1 bd · 1.0 ba ·
1,152 sqft ·
Built 1989
· SingleFamily
· Pending
· 253 DOM
Cashflow @ list (25.0% down · 7.5%)
Estimated rent
$942/mo
Mortgage (P&I)
−$420
Tax + insurance
−$314
HOA
−$0
Vac / Maint / Mgmt
−$198
Net cashflow
$11/mo
Annual
$133/yr
Cap rate
8.34%
Cash-on-cash
7.30%
DSCR
1.32
1% rule
1.18%
Cash to close
$22,400
Investor read
This is a 1-bed/1.0-bath single-family listed at $80k.
At list price, monthly cash flow is $11 ($133/yr) — positive.
The deal already cash-flows at list — no discount required.
Meets the 1% rule at list price ($942 rent vs $80k).
It's been on market 253 days — a 12% lower offer ($70k) is reasonable based on typical stale-listing flexibility.
Recommended offer: $70k (12.0% below list) — sets the bar for market timing.
In year one you build about $9k of equity ($553 loan paydown + $8k appreciation (10.0% local appreciation)).
Location reads 62/100 on livability (#383 in KS) — a middle-class / working-renter tenant base. Strengths: cost of living A+, health & safety A+, housing A; Watch: schools C-, employment D, crime F.
Marais Des Cygnes Valley (rural): math 35% / reading 25% proficiency, ranked #173 of 280 in KS (top 62%) — families likely to look elsewhere, expect single-tenant / working-renter base with shorter leases.
Watch-outs: flood insurance adds $125/mo.
Market conditions: 13 active listings in the ZIP; 49 units permitted in Osage County in 2024 (0 in 5+ unit buildings).
Osage County population projected at -11% by 2050 — secular population decline; favor cash flow + early exit over multi-decade hold.
2 sale attempts; this cycle's ask has dropped $26k (25%) from the opening price — seller is motivated, your offer sets the floor, not the list.
At projected returns (10.0% appreciation + 3.0% rent growth), your $22k cash investment doubles in ~3 years — after that, you're playing with house money.
By year 4, paydown + projected appreciation supports a ~$30k cash-out refi (75% LTV) — recoverable capital for the next deal without selling this one.
Climate carrying-cost: in FEMA flood zone A (mandatory federal flood insurance); moderate wildfire risk; extreme-heat days projected 7→17/yr by 2055 (HVAC capex compounding) — expect insurance premiums to compound above CPI over the hold.
Questions for listing agent
It's been on market 253 days. Have you received any prior offers? Is the seller open to a 12% concession, seller financing, or rate buy-down credit?
What's the actual annual flood-insurance premium (NFIP or private), and is the property in a SFHA with mandatory coverage?
Why hasn't it sold? Are there any deal-killer items the seller is aware of (foundation, flood, title, zoning, code violations)?
Is there a deadline driving the sale (1031 exchange, divorce, estate, relocation)? That informs how much negotiation room exists.
Crime grade is F in this area — have there been break-ins, vandalism, or insurance claims at this property in the last 3 years? What carrier currently insures it and at what premium?
What's the average days-on-market for RENTAL listings here right now (not sales)? A rising rental-DOM trend means longer vacancies and softer asking-rent achievability than the comps imply.
What's the recent tenant-quality profile in this submarket — average credit score on applications, eviction rate, late-payment / NSF rate, and stable-employment percentage? A property-management company in the area should have these aggregated.
How much new for-sale + rental construction is in the pipeline within 1–3 miles? Heavy new supply typically softens prices + rents 12–24 months out; constrained supply supports both.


Work task: Examine the listing below and state how many of its lines contain the word "rates". Write only the number.

Data records:
= Beginning of Section =
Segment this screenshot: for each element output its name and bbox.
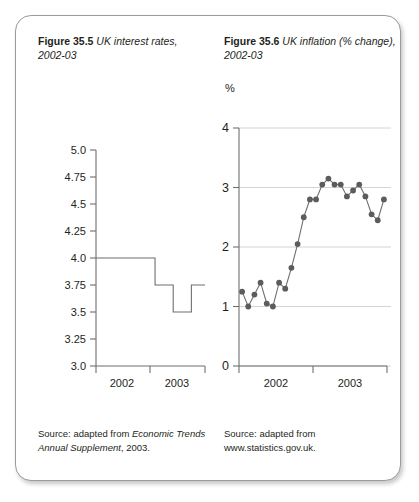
y-label-right-2: 2 <box>222 240 229 254</box>
y-label-right-4: 4 <box>222 121 229 135</box>
data-point-6 <box>276 280 282 286</box>
figure-35-5-panel: Figure 35.5 UK interest rates, 2002-03 3… <box>16 16 209 480</box>
x-label-2002-right: 2002 <box>264 377 288 389</box>
y-label-right-1: 1 <box>222 300 229 314</box>
figure-35-6-chart: 01234 2002 2003 <box>209 16 402 482</box>
data-point-19 <box>356 182 362 188</box>
source-suffix-left: , 2003. <box>121 442 150 453</box>
source-prefix-left: Source: adapted from <box>38 428 132 439</box>
data-point-4 <box>264 301 270 307</box>
x-label-2003-right: 2003 <box>338 377 362 389</box>
y-label-right-0: 0 <box>222 359 229 373</box>
y-label-left-0: 3.0 <box>71 360 86 372</box>
source-line2-right: www.statistics.gov.uk. <box>224 442 316 453</box>
data-point-11 <box>307 197 313 203</box>
data-point-12 <box>313 197 319 203</box>
data-point-1 <box>245 304 251 310</box>
figure-35-5-source: Source: adapted from Economic Trends Ann… <box>38 427 206 454</box>
y-label-left-6: 4.5 <box>71 198 86 210</box>
figures-card: Figure 35.5 UK interest rates, 2002-03 3… <box>15 15 401 481</box>
data-point-18 <box>350 188 356 194</box>
data-point-9 <box>295 241 301 247</box>
data-point-15 <box>332 182 338 188</box>
data-point-8 <box>289 265 295 271</box>
data-point-22 <box>375 217 381 223</box>
y-label-left-7: 4.75 <box>65 171 86 183</box>
data-point-20 <box>363 194 369 200</box>
y-label-left-2: 3.5 <box>71 306 86 318</box>
y-label-left-4: 4.0 <box>71 252 86 264</box>
y-label-left-1: 3.25 <box>65 333 86 345</box>
y-label-left-8: 5.0 <box>71 144 86 156</box>
data-point-17 <box>344 194 350 200</box>
data-point-21 <box>369 211 375 217</box>
data-point-10 <box>301 214 307 220</box>
data-point-7 <box>282 286 288 292</box>
y-label-right-3: 3 <box>222 181 229 195</box>
data-point-2 <box>252 292 258 298</box>
data-point-13 <box>319 182 325 188</box>
data-point-5 <box>270 304 276 310</box>
figure-35-5-chart: 3.03.253.53.754.04.254.54.755.0 2002 200… <box>16 16 209 482</box>
data-point-0 <box>239 289 245 295</box>
data-point-16 <box>338 182 344 188</box>
y-label-left-5: 4.25 <box>65 225 86 237</box>
y-label-left-3: 3.75 <box>65 279 86 291</box>
data-point-23 <box>381 197 387 203</box>
data-point-14 <box>326 176 332 182</box>
figure-35-6-panel: Figure 35.6 UK inflation (% change), 200… <box>209 16 402 480</box>
data-point-3 <box>258 280 264 286</box>
x-label-2003-left: 2003 <box>165 377 189 389</box>
x-label-2002-left: 2002 <box>110 377 134 389</box>
figure-35-6-source: Source: adapted fromwww.statistics.gov.u… <box>224 427 396 454</box>
source-line1-right: Source: adapted from <box>224 428 315 439</box>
= End of Section =
Response to the exercise: 2